Three Problems which a framework like hadoop solves

Three problems which a framework like hadoop solve (Or why go with hadoop):

1. First, dividing the work into equal-size pieces isn’t always easy or obvious. In this case,
the file size for different years varies widely, so some processes will finish much earlier
than others. Even if they pick up further work, the whole run is dominated by the
longest file. A better approach, although one that requires more work, is to split the
input into fixed-size chunks and assign each chunk to a process.

2.Second, combining the results from independent processes may need further process-
ing. In this case, the result for each year is independent of other years and may be
combined by concatenating all the results and sorting by year. If using the fixed-size
chunk approach, the combination is more delicate. For this example, data for a par-
ticular year will typically be split into several chunks, each processed independently.
We’ll end up with the maximum temperature for each chunk, so the final step is to
look for the highest of these maximums for each year.
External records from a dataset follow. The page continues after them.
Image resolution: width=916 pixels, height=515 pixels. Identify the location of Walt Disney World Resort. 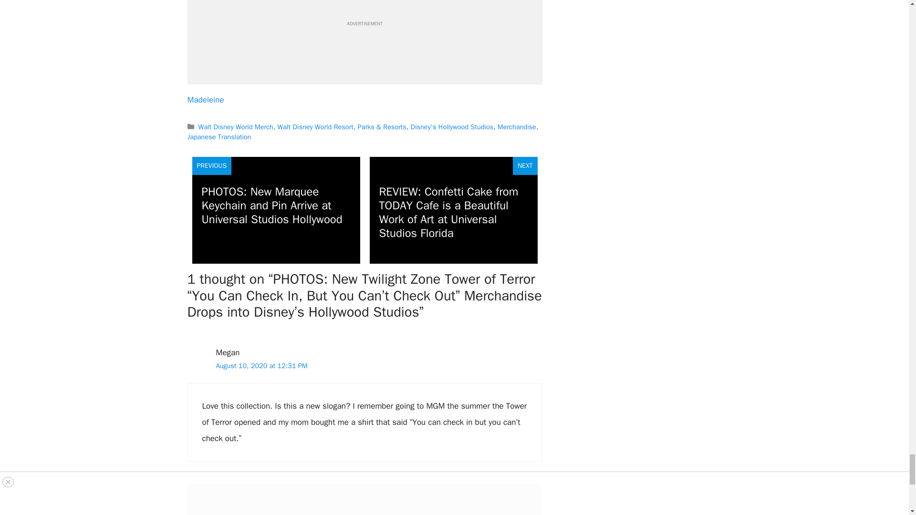
(315, 127).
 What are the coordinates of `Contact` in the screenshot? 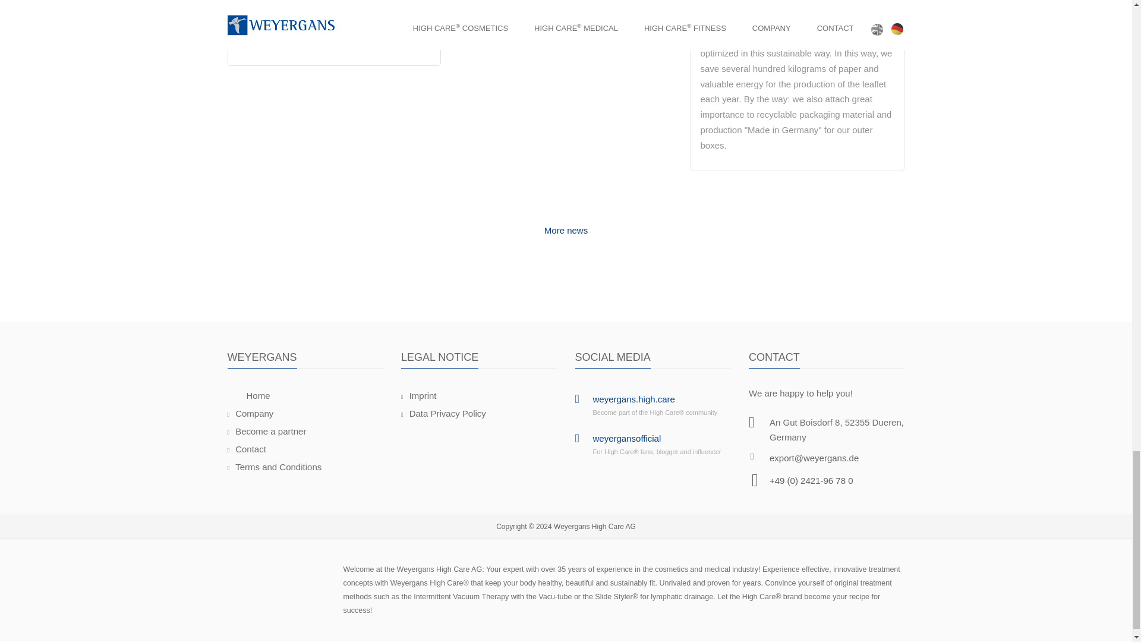 It's located at (246, 449).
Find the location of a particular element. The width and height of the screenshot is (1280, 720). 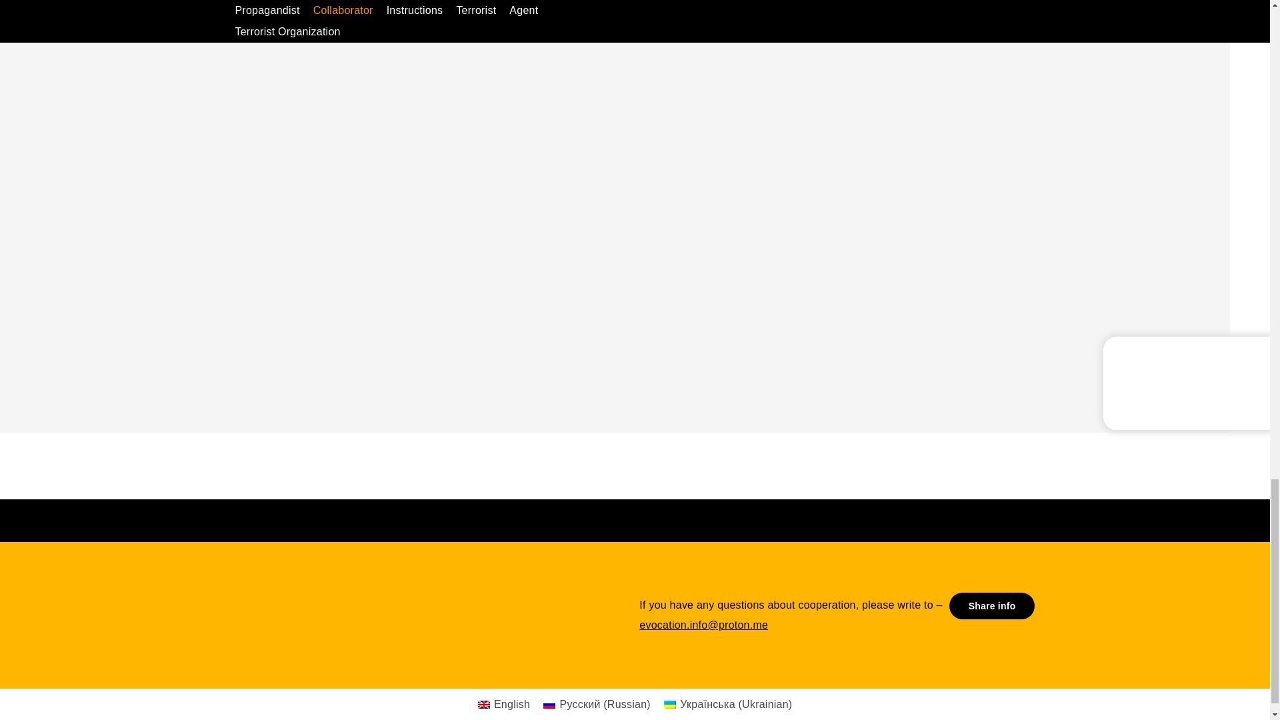

Share info is located at coordinates (992, 605).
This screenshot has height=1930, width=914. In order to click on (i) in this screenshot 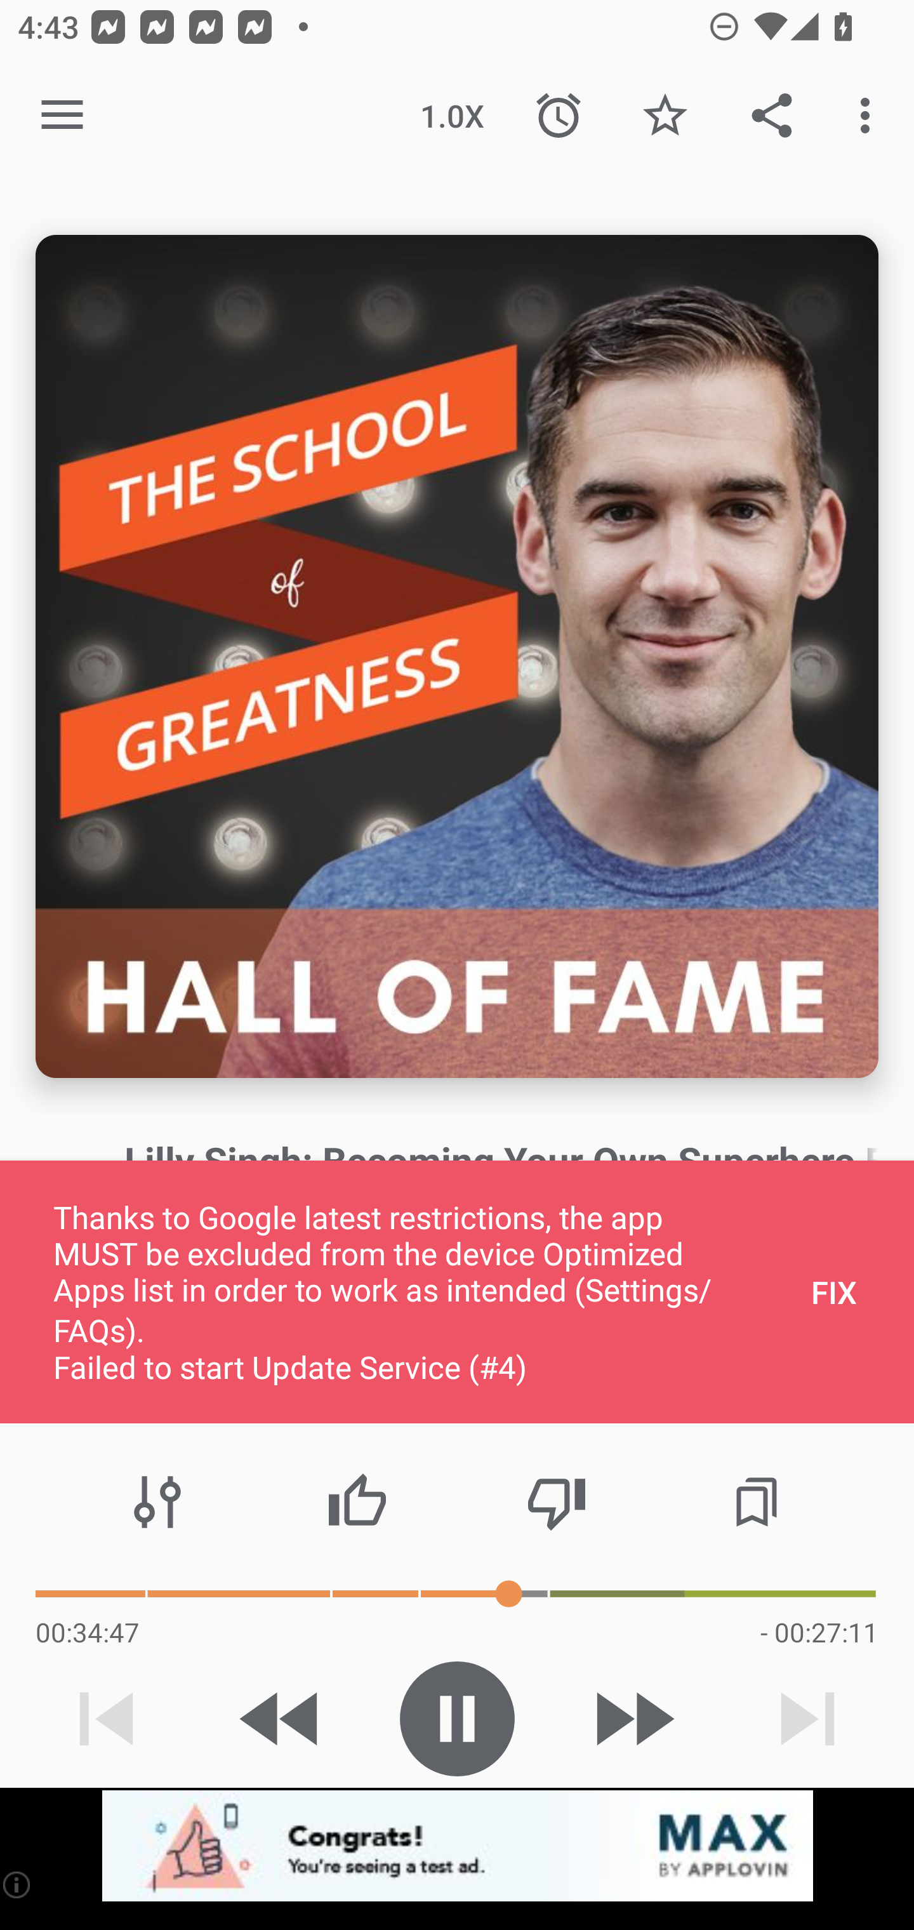, I will do `click(18, 1884)`.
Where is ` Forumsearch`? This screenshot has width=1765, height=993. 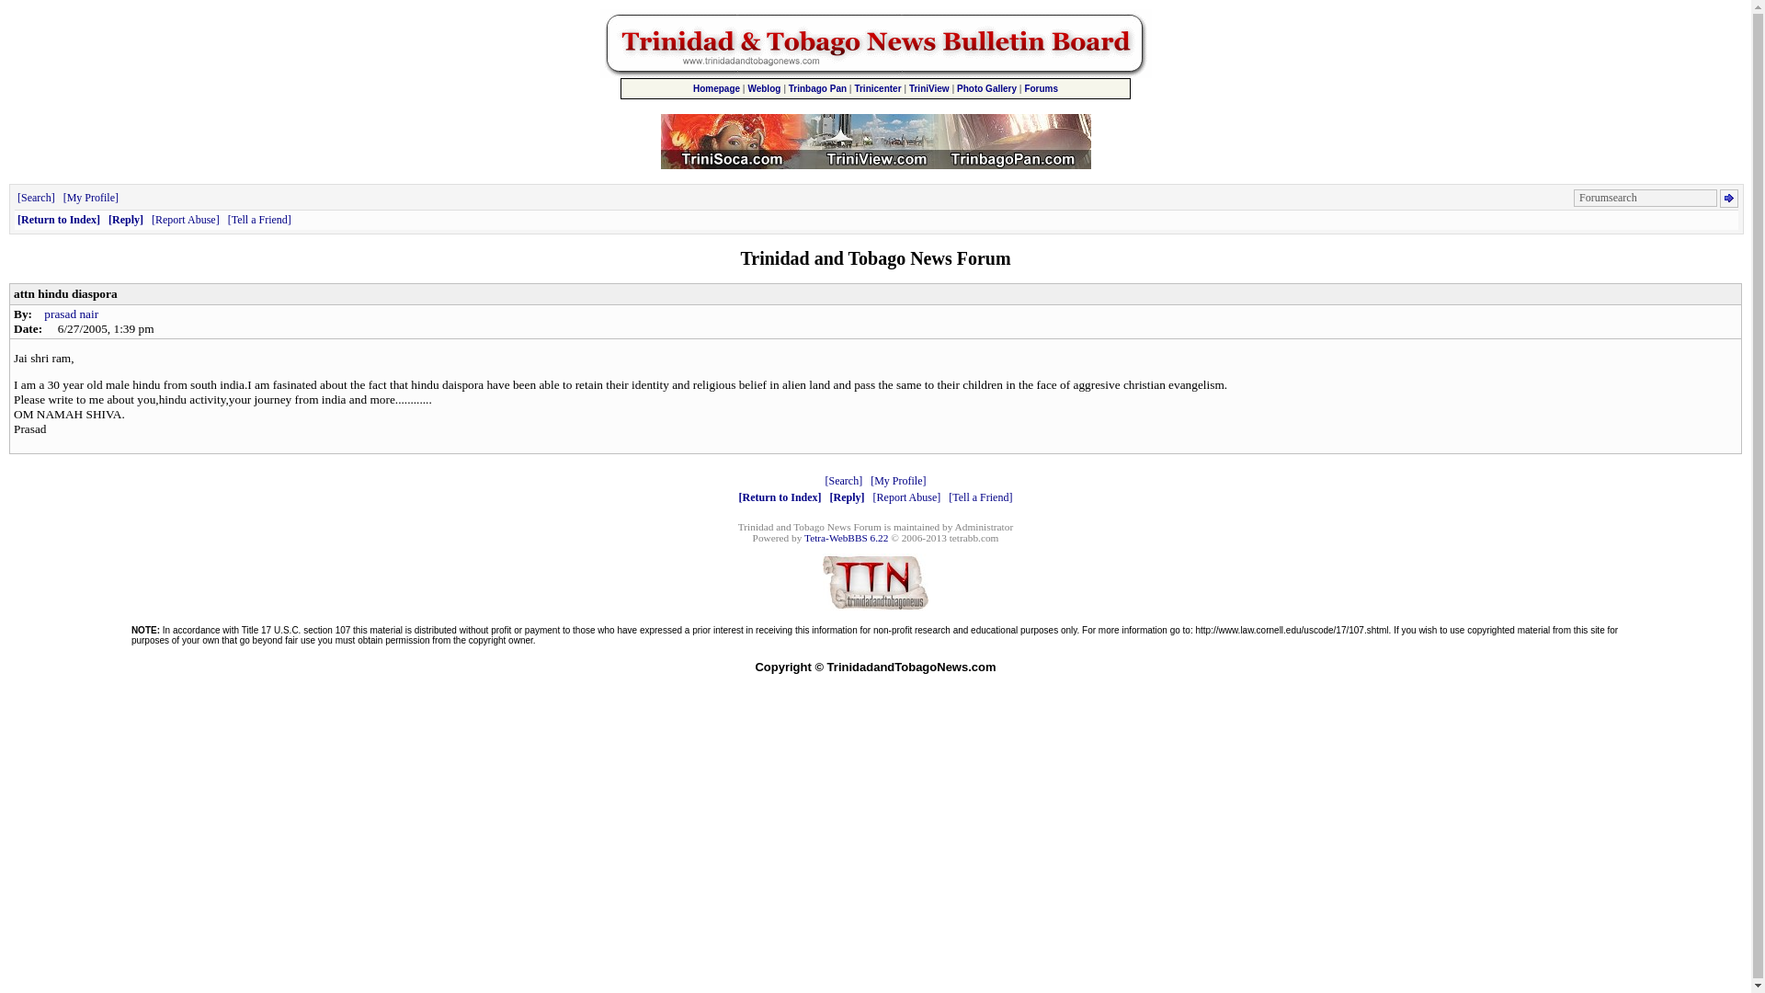
 Forumsearch is located at coordinates (1646, 198).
3.Third, you are still limited by the processing capacity of a single machine. If the best
time you can achieve is 20 minutes with the number of processors you have, then that’s
it. You can’t make it go faster. Also, some datasets grow beyond the capacity of a single
machine. When we start using multiple machines, a whole host of other factors come
into play, mainly falling into the category of coordination and reliability. Who runs the
overall job? How do we deal with failed processes?

So, although it’s feasible to parallelize the processing, in practice it’s messy. Using a framework like Hadoop to take care of these issues is a great help.